If Roy Moore, the Alabama Supreme Court chief justice suspended from office Friday for trying to defy a U.S. Supreme Court ruling on gay marriage, wants to return to the political theater, he needs to do it in some place other than the judicial branch of government.
It’s pretty evident that Moore doesn’t believe the federal government has any right to tell Alabama — or any state for that matter — what to do. But that issue has been settled three times previously: in the 1960s, when Gov.
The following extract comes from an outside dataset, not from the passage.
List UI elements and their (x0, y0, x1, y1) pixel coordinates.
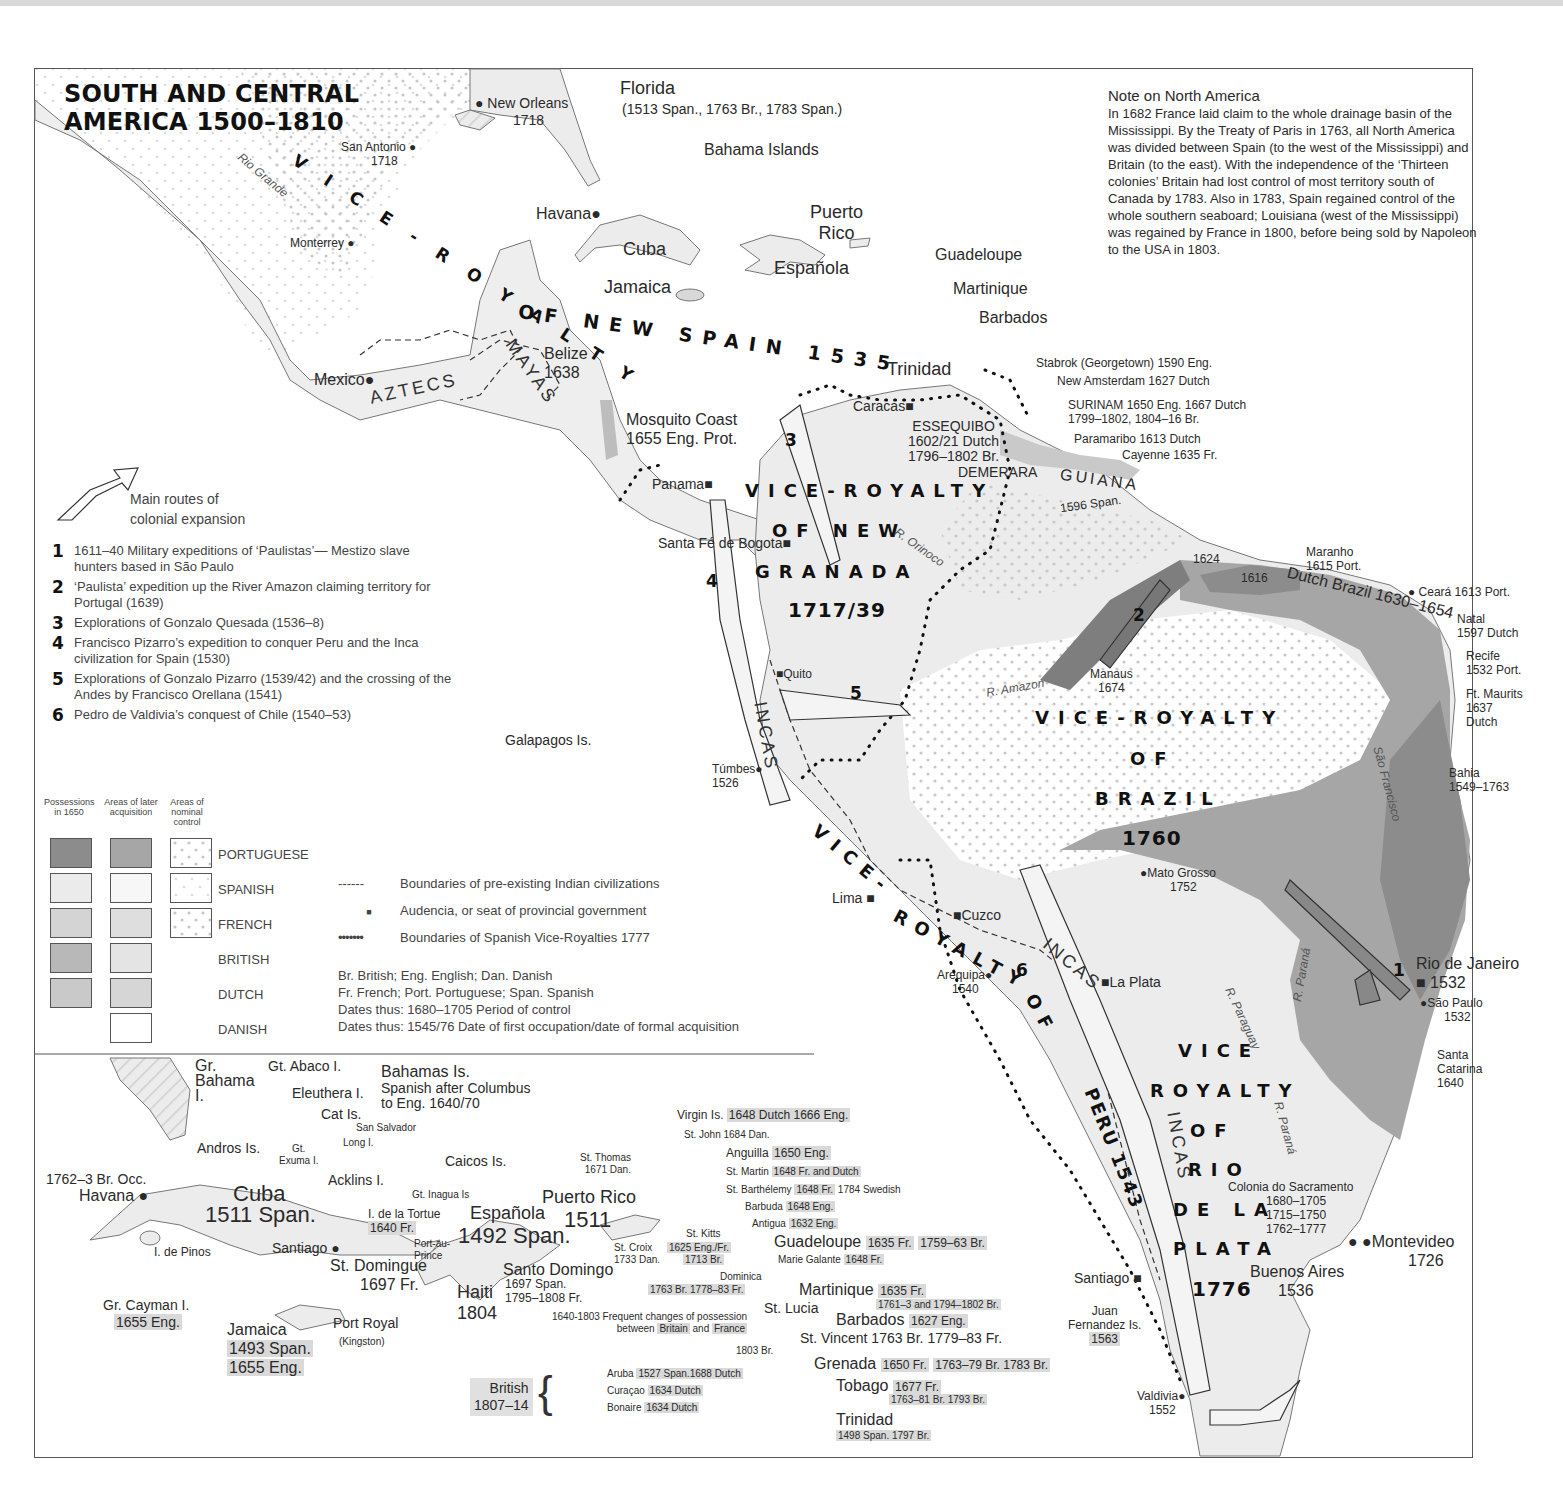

George Wallace played his anti-integration card to maximum effect; in the 1860s, when Alabama and other Southern states lost the Civil War; and in 1803, when the U.S. Supreme Court said the Constitution assigns the judicial branch the task of interpreting the law.
When it comes to gay marriage, the top rung of the judicial branch has made its interpretation. It happens to be one that Moore dislikes, so in January he told Alabama probate judges that they are still bound by a 2015 state order to deny marriage licenses to homosexual couples.
The topic of this disagreement is less important than what the chief justice did.
Moore is not alone in Alabama when he objects to the U.S. Supreme Court’s ruling on gay marriage. Plenty of people disagree with that decision, and it does seem that the court is moving too fast in forcing the issue when public sentiment in many states was already moving in favor of gay marriage.
But more than the average citizen, a state Supreme Court chief justice should recognize that when a higher court makes a decision, those below are obliged to uphold it. If the Alabama Supreme Court issued a ruling and someone refused to follow it, Moore surely would rule that person in contempt of court.
This is the second time Moore has taken on the federal government and lost. In 2003, the Alabama Court of the Judiciary removed him as chief justice when he refused an order to remove a monument to the Ten Commandments.
Moore’s stands have won him many fans in Alabama, so his next move is clear: Run for governor again or for the Legislature. That would spare Alabama the embarrassment of its top judge trying to subvert a higher court.